Carlyle Group Inc. said Chief Executive Officer Kewsong Lee stepped down, a setback to the private equity giant’s bid to navigate a generational transition during a period of market turbulence.

His sudden exit reverses a changing of the guard set in motion just five years ago when Carlyle’s founders ceded leadership duties to a new pair of co-heads. That arrangement didn’t last.

Lee, 56, became the sole boss in September 2020 after a power tussle that led to co-chief executive Glenn Youngkin leaving. Now, Lee’s exit has come as a surprise to many executives too. With his five-year employment agreement due to expire at the end of the year, Lee and board directors clashed over his contract in recent discussions, said a person familiar with the matter.

Co-Founder Bill Conway, current non-executive co-chairman, will step in as interim CEO during the search for a successor, the company said in a statement.

At the start of 2022, Carlyle bumped Lee’s base salary more than threefold to $1 million.

For all of the private equity industry’s attempts to tout its prowess at fixing and reshaping companies, many firms have struggled to navigate a smooth transfer of leadership and shake off the hallmarks of their founders.

Lee had been trying to diversify revenues, make profits less tied to markets’ boom-and-bust cycles and lift Carlyle’s stock price. That task is needed more than ever, with volatile markets making it harder to take companies public or sell them at high prices.

In his aggressive attempts to remake the firm, Lee — a former Warburg Pincus dealmaker who joined Carlyle in 2013 — made changes that at times put him at odds with the old guard. He tried to knit competing factions and restructure teams to make dealmakers work more closely together. He also staffed the top ranks with new faces and tried to shift the Washington-based firm’s power center toward New York.

Shares of Carlyle have dropped 31 percent this year, underperforming rivals including Blackstone Inc. and Apollo Global Management Inc.

Carlyle posted a 34 percent increase in distributable earnings in the second quarter, as it grew its credit business and boosted fee streams. Still, Lee said at the time that the industry faces an uncertain environment as the Federal Reserve moves to raise interest rates and tackle inflation. Valuations will need to reset before deal activity picks up across the industry, he said.

A newly formed search committee will help find a permanent successor, Carlyle said. The company also formed a CEO office to assist Conway and make a “seamless transition” once a replacement has been identified.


PROBLEM TO SOLVE:
In the data below, count how many lines contain "optics" and give that number by itself.

[Data entries]
== Segment start ==

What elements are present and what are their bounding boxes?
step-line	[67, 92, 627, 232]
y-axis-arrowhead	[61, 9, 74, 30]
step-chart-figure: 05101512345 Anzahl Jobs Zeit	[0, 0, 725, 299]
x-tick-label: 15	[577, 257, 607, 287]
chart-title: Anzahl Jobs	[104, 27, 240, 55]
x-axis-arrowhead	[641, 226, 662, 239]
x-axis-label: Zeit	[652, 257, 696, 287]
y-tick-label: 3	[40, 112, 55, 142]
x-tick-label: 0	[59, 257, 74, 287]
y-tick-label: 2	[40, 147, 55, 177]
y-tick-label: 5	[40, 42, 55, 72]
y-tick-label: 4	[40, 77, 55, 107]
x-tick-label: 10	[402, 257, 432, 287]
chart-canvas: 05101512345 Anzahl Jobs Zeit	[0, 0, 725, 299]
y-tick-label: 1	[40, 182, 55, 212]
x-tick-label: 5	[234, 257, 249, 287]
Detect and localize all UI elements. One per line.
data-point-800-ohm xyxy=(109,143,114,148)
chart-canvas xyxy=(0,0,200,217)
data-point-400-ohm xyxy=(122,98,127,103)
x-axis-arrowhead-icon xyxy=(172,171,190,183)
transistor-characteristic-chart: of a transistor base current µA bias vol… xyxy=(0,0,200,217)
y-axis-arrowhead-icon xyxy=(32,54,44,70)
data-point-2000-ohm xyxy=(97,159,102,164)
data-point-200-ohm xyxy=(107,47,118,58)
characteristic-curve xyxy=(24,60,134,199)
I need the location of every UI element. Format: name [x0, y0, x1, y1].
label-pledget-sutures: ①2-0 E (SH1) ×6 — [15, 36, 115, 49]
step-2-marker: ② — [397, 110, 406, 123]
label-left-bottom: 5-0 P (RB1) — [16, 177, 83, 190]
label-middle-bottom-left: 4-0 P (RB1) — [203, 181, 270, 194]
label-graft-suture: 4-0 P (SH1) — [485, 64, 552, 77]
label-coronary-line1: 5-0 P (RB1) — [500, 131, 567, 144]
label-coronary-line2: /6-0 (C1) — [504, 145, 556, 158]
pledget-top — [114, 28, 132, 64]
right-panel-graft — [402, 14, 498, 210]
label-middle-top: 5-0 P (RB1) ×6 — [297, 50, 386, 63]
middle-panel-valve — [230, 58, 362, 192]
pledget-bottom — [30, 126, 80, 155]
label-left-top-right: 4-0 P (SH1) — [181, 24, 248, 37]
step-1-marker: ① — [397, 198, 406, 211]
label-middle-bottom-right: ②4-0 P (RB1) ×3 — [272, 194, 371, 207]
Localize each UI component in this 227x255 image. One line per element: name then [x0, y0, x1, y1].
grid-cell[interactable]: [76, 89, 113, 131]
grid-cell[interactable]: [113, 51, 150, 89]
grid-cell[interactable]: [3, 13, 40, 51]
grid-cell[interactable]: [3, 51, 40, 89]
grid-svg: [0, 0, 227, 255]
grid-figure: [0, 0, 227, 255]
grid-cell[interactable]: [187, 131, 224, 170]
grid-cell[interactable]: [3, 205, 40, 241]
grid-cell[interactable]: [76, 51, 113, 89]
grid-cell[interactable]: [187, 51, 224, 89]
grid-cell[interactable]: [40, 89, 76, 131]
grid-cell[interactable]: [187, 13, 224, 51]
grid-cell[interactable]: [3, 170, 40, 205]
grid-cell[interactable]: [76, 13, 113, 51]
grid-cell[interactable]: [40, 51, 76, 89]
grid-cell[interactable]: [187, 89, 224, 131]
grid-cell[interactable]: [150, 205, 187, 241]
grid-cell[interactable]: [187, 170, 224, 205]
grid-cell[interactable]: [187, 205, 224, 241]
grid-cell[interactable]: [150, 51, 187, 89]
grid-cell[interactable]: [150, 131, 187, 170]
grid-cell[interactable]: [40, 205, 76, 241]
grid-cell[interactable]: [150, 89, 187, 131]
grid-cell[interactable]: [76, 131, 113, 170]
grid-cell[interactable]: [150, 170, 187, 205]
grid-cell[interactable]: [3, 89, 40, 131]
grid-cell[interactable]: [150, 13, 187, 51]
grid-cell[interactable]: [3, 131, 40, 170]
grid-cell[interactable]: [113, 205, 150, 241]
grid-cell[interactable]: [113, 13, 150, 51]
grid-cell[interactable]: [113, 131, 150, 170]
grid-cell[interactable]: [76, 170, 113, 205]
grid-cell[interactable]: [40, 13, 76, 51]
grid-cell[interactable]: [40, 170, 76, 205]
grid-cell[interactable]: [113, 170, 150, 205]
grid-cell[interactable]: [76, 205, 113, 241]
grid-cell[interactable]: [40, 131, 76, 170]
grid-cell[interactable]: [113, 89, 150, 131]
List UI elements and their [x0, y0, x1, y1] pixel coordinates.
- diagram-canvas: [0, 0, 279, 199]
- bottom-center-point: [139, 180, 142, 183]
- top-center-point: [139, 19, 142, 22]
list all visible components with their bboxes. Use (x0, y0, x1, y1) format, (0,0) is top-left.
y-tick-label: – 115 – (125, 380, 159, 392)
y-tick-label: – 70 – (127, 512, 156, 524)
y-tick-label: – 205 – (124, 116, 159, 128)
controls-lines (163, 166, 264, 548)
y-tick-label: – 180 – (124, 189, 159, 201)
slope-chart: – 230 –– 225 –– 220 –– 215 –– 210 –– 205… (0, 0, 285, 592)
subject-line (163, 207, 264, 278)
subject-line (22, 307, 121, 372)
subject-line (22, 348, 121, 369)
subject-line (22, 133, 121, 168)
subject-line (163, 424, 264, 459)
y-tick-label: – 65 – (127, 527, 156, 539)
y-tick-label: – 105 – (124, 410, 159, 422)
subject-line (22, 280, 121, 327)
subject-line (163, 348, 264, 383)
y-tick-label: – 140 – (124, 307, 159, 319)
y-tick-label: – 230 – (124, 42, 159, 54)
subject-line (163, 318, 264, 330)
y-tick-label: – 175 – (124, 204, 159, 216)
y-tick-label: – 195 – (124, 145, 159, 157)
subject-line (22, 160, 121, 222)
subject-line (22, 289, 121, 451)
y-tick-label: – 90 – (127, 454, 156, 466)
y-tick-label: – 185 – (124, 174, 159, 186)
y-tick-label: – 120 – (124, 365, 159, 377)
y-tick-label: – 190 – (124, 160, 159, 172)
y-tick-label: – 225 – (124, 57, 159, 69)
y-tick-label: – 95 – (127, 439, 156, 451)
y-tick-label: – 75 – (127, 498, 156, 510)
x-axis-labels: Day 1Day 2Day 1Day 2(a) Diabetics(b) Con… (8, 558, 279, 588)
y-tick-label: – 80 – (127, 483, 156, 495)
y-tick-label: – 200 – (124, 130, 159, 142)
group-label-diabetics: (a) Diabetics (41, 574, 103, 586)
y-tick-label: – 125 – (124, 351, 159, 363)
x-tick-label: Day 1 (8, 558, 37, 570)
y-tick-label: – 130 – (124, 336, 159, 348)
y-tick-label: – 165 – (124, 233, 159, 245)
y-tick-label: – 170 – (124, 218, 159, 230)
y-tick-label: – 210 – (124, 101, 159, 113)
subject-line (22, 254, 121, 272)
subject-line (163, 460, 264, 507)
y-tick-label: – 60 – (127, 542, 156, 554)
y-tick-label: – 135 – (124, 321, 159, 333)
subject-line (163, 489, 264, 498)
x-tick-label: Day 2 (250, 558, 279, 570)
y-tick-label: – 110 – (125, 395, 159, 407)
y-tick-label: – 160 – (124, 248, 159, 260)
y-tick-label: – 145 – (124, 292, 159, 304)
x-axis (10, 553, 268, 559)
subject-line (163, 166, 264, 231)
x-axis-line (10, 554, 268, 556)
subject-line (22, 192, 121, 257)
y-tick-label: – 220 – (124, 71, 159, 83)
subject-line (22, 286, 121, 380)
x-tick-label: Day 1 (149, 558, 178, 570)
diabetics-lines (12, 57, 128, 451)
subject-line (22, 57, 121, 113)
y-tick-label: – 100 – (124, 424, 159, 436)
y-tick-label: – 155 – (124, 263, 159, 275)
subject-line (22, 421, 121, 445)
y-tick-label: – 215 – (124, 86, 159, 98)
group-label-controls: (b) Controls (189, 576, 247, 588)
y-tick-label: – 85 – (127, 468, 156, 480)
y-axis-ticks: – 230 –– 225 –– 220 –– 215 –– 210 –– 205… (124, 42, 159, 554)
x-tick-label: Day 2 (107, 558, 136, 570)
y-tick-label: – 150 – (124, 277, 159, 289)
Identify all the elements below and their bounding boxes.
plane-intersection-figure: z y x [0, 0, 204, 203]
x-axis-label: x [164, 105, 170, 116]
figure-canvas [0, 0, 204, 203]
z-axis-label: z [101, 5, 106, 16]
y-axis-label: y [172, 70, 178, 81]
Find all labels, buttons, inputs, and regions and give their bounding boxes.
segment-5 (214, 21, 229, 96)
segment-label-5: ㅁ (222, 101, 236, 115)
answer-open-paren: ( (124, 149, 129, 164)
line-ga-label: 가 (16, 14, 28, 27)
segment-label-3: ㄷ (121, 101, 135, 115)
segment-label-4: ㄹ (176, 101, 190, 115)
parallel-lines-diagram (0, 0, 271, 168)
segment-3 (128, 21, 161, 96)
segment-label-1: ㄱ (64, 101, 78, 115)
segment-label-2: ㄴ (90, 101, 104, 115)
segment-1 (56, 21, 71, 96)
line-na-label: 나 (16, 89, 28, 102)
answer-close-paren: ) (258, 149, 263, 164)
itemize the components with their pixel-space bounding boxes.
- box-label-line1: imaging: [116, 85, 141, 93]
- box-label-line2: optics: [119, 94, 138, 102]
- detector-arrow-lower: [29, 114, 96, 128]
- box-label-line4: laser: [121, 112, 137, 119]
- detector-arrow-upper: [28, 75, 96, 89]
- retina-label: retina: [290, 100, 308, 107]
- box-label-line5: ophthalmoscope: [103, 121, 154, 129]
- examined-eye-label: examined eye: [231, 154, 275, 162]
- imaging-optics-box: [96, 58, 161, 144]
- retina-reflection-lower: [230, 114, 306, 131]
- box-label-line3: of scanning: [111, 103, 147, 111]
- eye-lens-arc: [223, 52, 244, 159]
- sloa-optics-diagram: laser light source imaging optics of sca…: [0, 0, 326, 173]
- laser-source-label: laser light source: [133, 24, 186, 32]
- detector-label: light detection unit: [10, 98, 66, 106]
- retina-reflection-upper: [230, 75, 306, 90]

== Segment end ==

TASK RESULT:
3